Collected data:
+---+
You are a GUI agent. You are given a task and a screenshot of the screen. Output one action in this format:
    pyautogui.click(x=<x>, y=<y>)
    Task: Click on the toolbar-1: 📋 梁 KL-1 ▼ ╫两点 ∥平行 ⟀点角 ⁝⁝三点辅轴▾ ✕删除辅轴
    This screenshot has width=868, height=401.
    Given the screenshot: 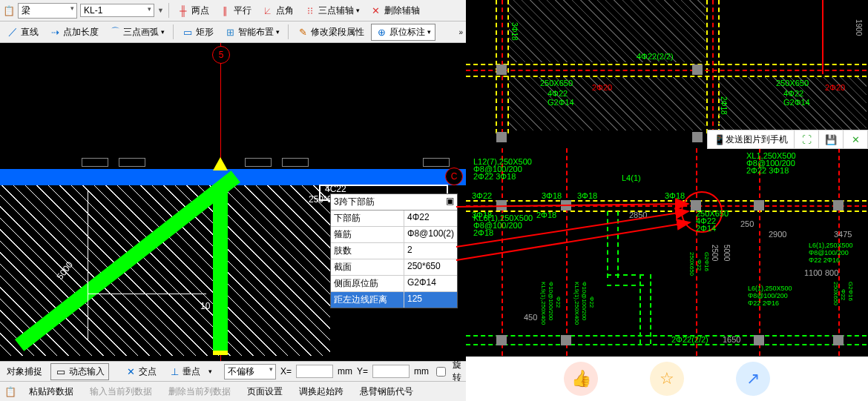 What is the action you would take?
    pyautogui.click(x=233, y=10)
    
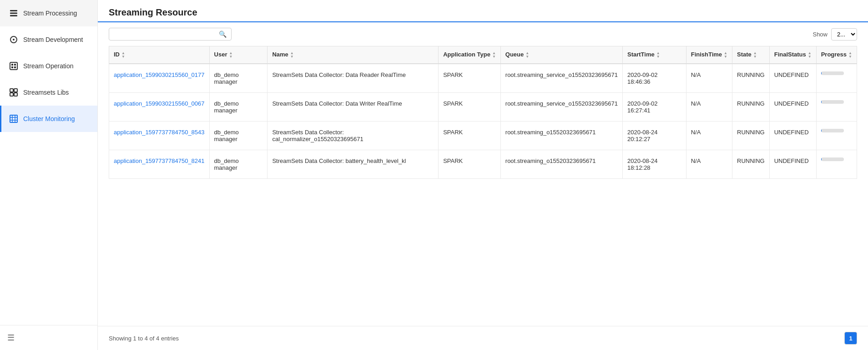  I want to click on stream-operation-icon, so click(14, 66).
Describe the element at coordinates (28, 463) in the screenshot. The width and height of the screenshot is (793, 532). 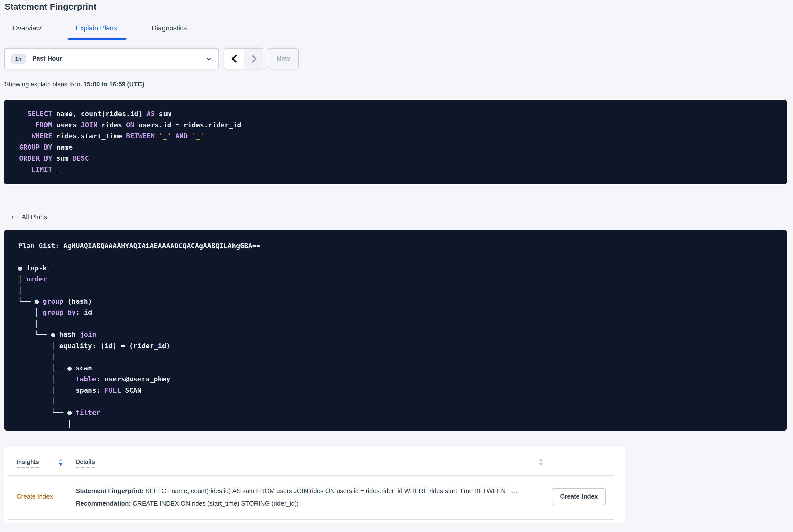
I see `column-header-insights: Insights` at that location.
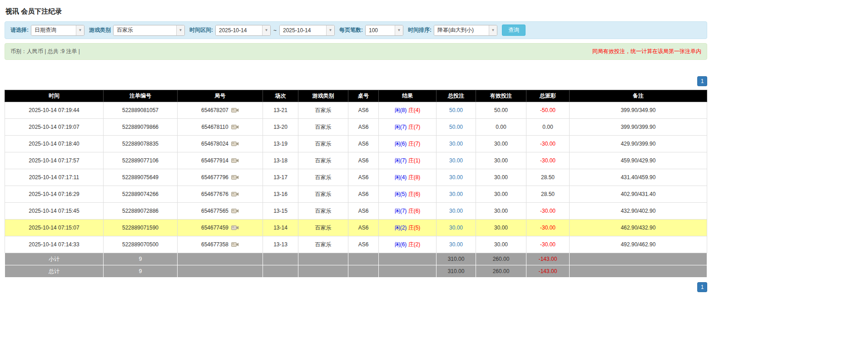 Image resolution: width=868 pixels, height=357 pixels. I want to click on table-row: 2025-10-14 07:17:57522889077106654677914…, so click(356, 161).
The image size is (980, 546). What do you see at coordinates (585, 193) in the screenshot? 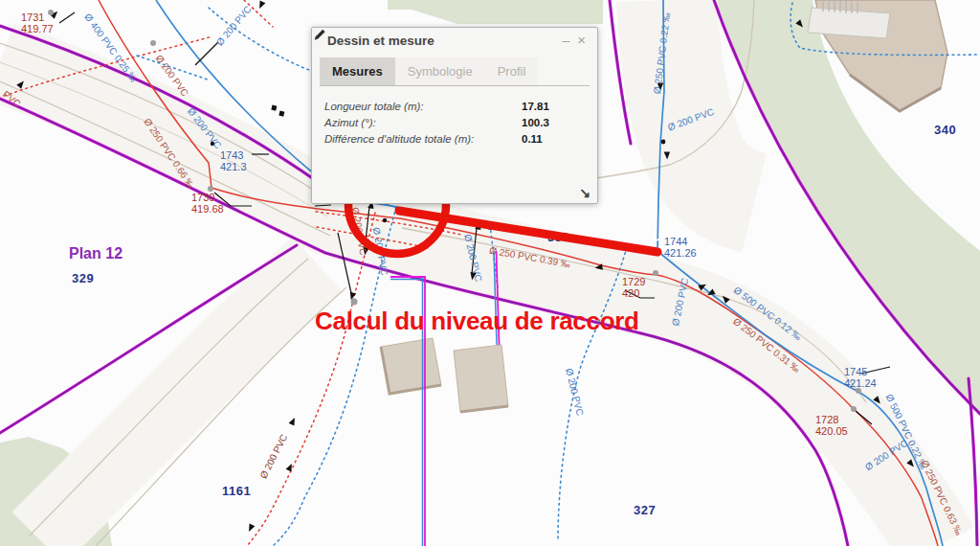
I see `resize-handle-icon: ↘` at bounding box center [585, 193].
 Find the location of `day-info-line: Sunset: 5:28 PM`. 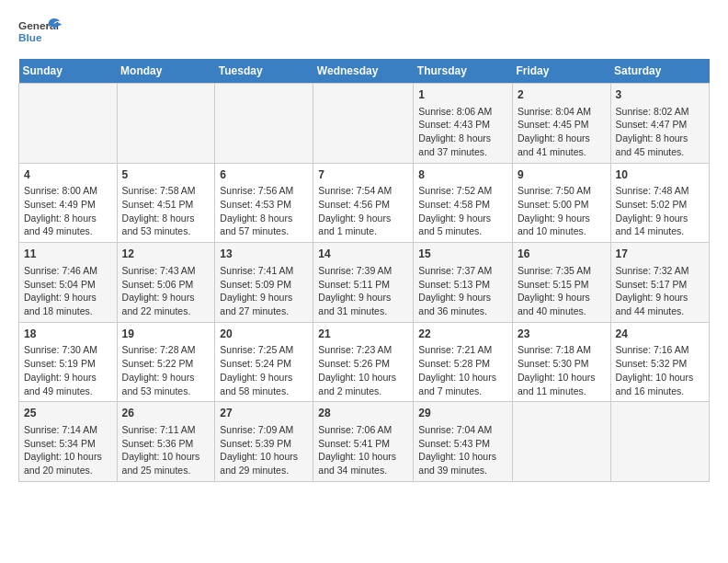

day-info-line: Sunset: 5:28 PM is located at coordinates (463, 364).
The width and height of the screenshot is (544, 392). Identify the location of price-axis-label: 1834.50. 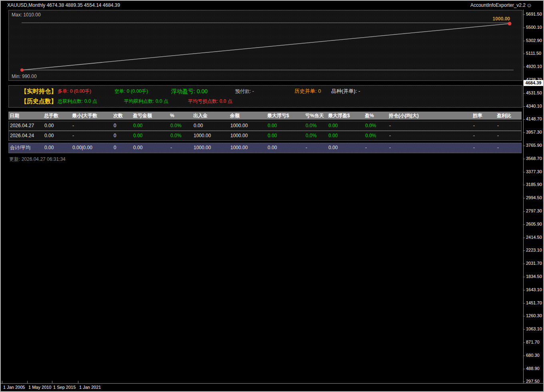
(534, 277).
+---+
### EXERCISE DETAILS
Transcribe the span of lines that runs from the line with "The image size" to the end of the data, both ends included, exactly, with nothing else and no pictures.

### ANSWER TO THIS EXERCISE
The image size is (980, 546). What do you see at coordinates (585, 193) in the screenshot? 
I see `resize-handle-icon: ↘` at bounding box center [585, 193].
 Find the location of `day-info-line: Sunset: 5:28 PM`. 

day-info-line: Sunset: 5:28 PM is located at coordinates (463, 364).
The width and height of the screenshot is (544, 392). Identify the location of price-axis-label: 1834.50. 
(534, 277).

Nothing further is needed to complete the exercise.